Artistic expression is one of the most awesome and powerful rights that God has given to man.  It has recorded the rise and fall of nations.  Be it simple or be it grand, art had quietly rendered the most honest spiritual and secular accounts of life, death, war and peace.  Its greatest advances have come about during the hardest of times. 

Throughout church history, the role of visual arts in worship has often been controversial, with debates being waged on both theological and cultural grounds.  Worship is the passionate expression of God’s people in response to His redemptive work on their behalf.  In worship this truth is not only said or sung, but dramatized, danced and viewed through paintings and sculpture.  Therefore, visual art in worship can act as a vehicle of proclamation and has in fact been used by Jesus Himself.

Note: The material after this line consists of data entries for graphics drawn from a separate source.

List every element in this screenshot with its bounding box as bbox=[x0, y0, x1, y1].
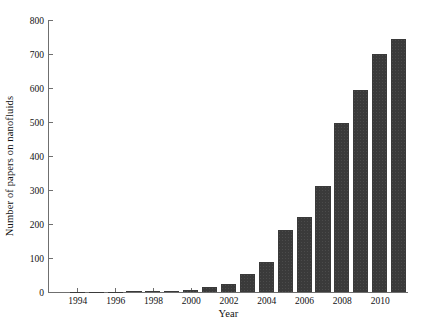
x-tick-label: 2004 bbox=[257, 296, 276, 306]
bar bbox=[259, 262, 274, 292]
y-tick-label: 500 bbox=[30, 118, 44, 128]
y-tick: 200 bbox=[49, 224, 53, 225]
x-tick: 1998 bbox=[153, 292, 154, 296]
x-tick-label: 1998 bbox=[144, 296, 163, 306]
bar bbox=[297, 217, 312, 292]
bar bbox=[221, 284, 236, 292]
y-axis-title: Number of papers on nanofluids bbox=[0, 0, 18, 332]
bar bbox=[315, 186, 330, 292]
y-tick: 600 bbox=[49, 88, 53, 89]
x-axis-title: Year bbox=[49, 308, 408, 319]
y-tick-mark bbox=[49, 224, 53, 225]
x-tick-label: 2008 bbox=[333, 296, 352, 306]
x-tick: 2000 bbox=[191, 292, 192, 296]
x-tick-label: 1994 bbox=[68, 296, 87, 306]
bar bbox=[372, 54, 387, 292]
y-tick-mark bbox=[49, 122, 53, 123]
x-tick: 2008 bbox=[342, 292, 343, 296]
y-tick-label: 700 bbox=[30, 50, 44, 60]
x-tick-label: 2002 bbox=[220, 296, 239, 306]
y-tick-label: 400 bbox=[30, 152, 44, 162]
y-tick-mark bbox=[49, 54, 53, 55]
bar bbox=[240, 274, 255, 292]
y-tick-mark bbox=[49, 292, 53, 293]
bar bbox=[353, 90, 368, 292]
y-tick: 400 bbox=[49, 156, 53, 157]
y-tick-label: 0 bbox=[39, 288, 44, 298]
x-tick: 2006 bbox=[304, 292, 305, 296]
y-tick-mark bbox=[49, 258, 53, 259]
x-tick: 2010 bbox=[380, 292, 381, 296]
y-tick-label: 300 bbox=[30, 186, 44, 196]
y-tick-mark bbox=[49, 88, 53, 89]
x-tick-label: 1996 bbox=[106, 296, 125, 306]
bar bbox=[183, 290, 198, 292]
y-tick-mark bbox=[49, 190, 53, 191]
y-tick-label: 800 bbox=[30, 16, 44, 26]
bar bbox=[164, 291, 179, 292]
y-tick-label: 200 bbox=[30, 220, 44, 230]
bar bbox=[126, 291, 141, 292]
y-tick: 300 bbox=[49, 190, 53, 191]
y-tick-label: 600 bbox=[30, 84, 44, 94]
y-tick: 700 bbox=[49, 54, 53, 55]
y-tick-mark bbox=[49, 156, 53, 157]
x-tick-label: 2000 bbox=[182, 296, 201, 306]
x-tick: 2004 bbox=[266, 292, 267, 296]
plot-area: 0100200300400500600700800 19941996199820… bbox=[49, 20, 408, 292]
x-tick-label: 2006 bbox=[295, 296, 314, 306]
x-tick: 1994 bbox=[77, 292, 78, 296]
y-tick: 500 bbox=[49, 122, 53, 123]
x-tick-label: 2010 bbox=[371, 296, 390, 306]
x-tick: 2002 bbox=[229, 292, 230, 296]
y-tick: 100 bbox=[49, 258, 53, 259]
bar bbox=[391, 39, 406, 292]
y-tick: 0 bbox=[49, 292, 53, 293]
y-tick-mark bbox=[49, 20, 53, 21]
y-tick: 800 bbox=[49, 20, 53, 21]
bar bbox=[278, 230, 293, 292]
bar-chart-figure: Number of papers on nanofluids Year 0100… bbox=[0, 0, 422, 332]
y-tick-label: 100 bbox=[30, 254, 44, 264]
bar bbox=[202, 287, 217, 292]
x-tick: 1996 bbox=[115, 292, 116, 296]
bar bbox=[334, 123, 349, 292]
bar bbox=[145, 291, 160, 292]
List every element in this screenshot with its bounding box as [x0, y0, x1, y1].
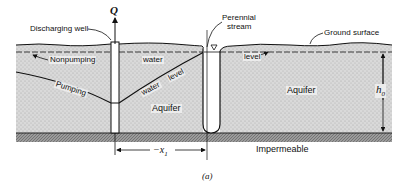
perennial-stream-label-line1: Perennial — [222, 14, 256, 22]
discharging-well-label: Discharging well — [30, 25, 88, 33]
perennial-stream — [203, 49, 220, 133]
h0-subscript: 0 — [382, 90, 386, 98]
perennial-stream-label-line2: stream — [227, 23, 251, 31]
x1-label: −x1 — [153, 145, 168, 158]
impermeable-label: Impermeable — [256, 145, 309, 154]
x1-symbol: −x — [153, 144, 164, 155]
ground-surface-label: Ground surface — [324, 29, 379, 37]
water-label: water — [142, 56, 164, 64]
discharge-q-label: Q — [110, 5, 118, 16]
h0-label: h0 — [375, 84, 386, 98]
level-label: level — [243, 53, 261, 61]
aquifer-left-label: Aquifer — [151, 104, 182, 113]
impermeable-layer — [16, 133, 392, 142]
x1-subscript: 1 — [164, 150, 168, 158]
figure-caption: (a) — [202, 172, 213, 181]
aquifer-right-label: Aquifer — [286, 86, 317, 95]
discharging-well-leader — [88, 29, 111, 40]
ground-surface-leader — [310, 33, 323, 44]
discharging-well — [111, 42, 119, 133]
perennial-stream-leader — [207, 22, 222, 47]
water-surface-symbol — [211, 45, 217, 50]
nonpumping-label: Nonpumping — [49, 56, 96, 64]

 For too long we in the religious community have either denied art from entering our context, or we have defined our context as a place where art must illustrate, teach, or be a source of evangelism.  This limited view of how art communicates has served us poorly.

 People go in droves to see works of art.  I, too, along with them, packed exhibition rooms standing in reverential silence and transfixed before such great images.  Why?  Because precious epiphanies burst forth from these works.  In some measure art always breaks open perceptions for the viewer, enabling nuanced insight about what he or she already knows, or startles one into recognition of what is not yet known.  These insightful moments of jarring intensity, shimmering with transcendent luminosity, are entries into the mysterious edge of life.  The fact is, large segments of the religious community have refused to recognize this revelatory power of art.  Such moments of inbreaking are appreciated when experienced in the museum.  But, such moments of inbreaking when experienced in the context of the church, cause us to fall to our knees.  Not only are we reminded of who we are, but also whose we are.

 Art discloses the Holy on Holy Ground.  Quality art shimmers with luminous disclosures for the believer when ensconced in religious space.